* [Task item]
Reproduce exactly the line that contains "Task: Click on the sidebar-collapse-button: ‹" and every line after it through the end of the records below, leaving out all pictures.

Given records START

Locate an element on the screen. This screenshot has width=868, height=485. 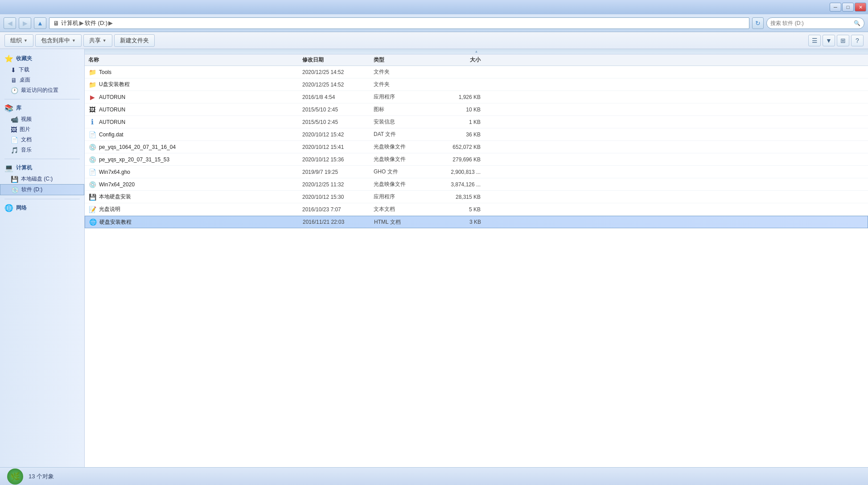
file-date: 2016/10/23 7:07 is located at coordinates (338, 210).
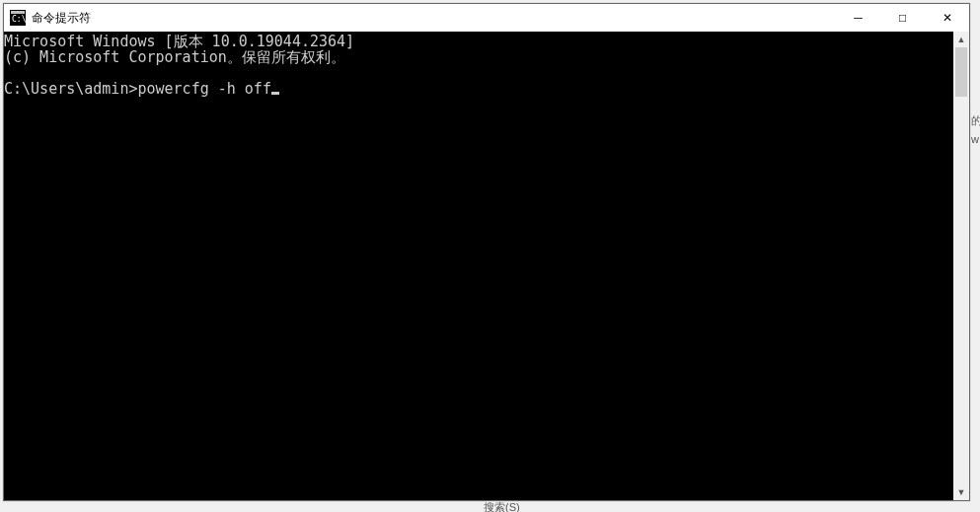  What do you see at coordinates (902, 18) in the screenshot?
I see `window-controls: ─ □ ✕` at bounding box center [902, 18].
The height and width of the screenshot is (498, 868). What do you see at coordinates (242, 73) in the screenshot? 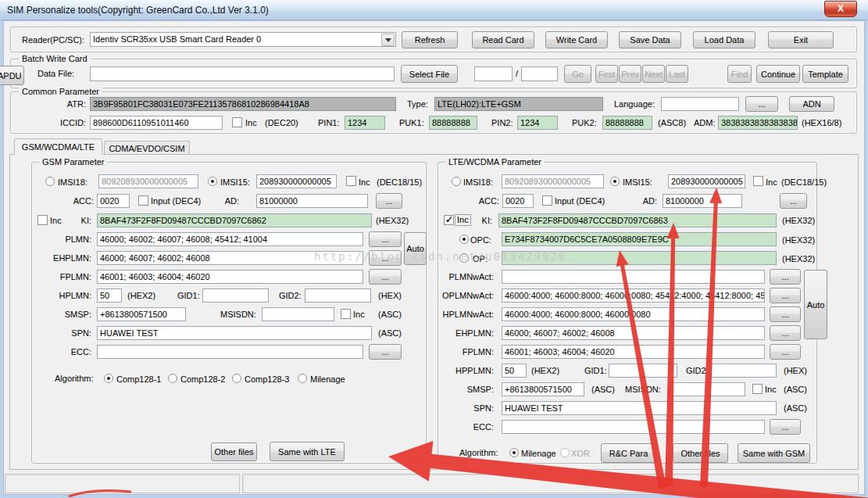
I see `data-file-input` at bounding box center [242, 73].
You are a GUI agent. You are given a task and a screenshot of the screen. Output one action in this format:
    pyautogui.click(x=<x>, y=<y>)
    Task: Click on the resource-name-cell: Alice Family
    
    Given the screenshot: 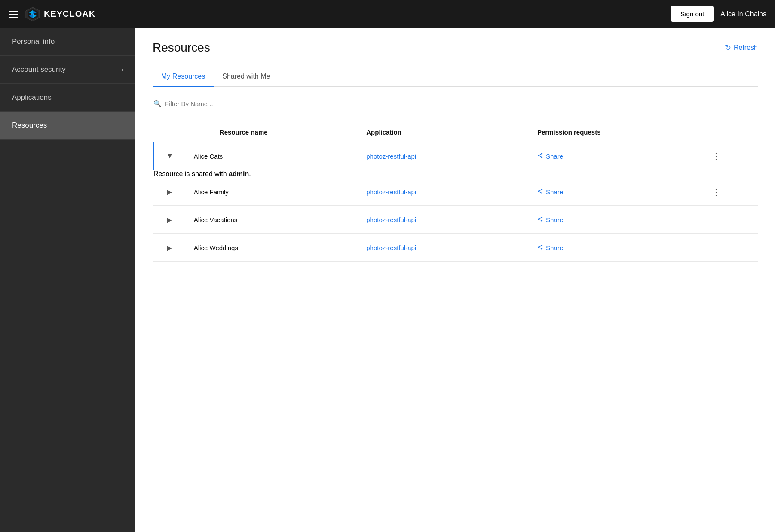 What is the action you would take?
    pyautogui.click(x=272, y=192)
    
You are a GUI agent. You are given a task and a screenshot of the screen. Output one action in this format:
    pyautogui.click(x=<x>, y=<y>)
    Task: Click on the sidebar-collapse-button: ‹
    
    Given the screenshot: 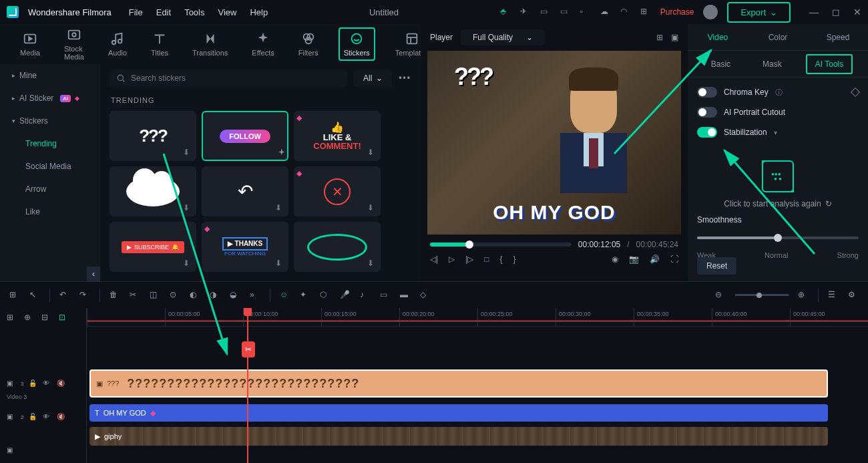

Given records END

* [Task output]
    Task: Click on the sidebar-collapse-button: ‹
    
    Given the screenshot: 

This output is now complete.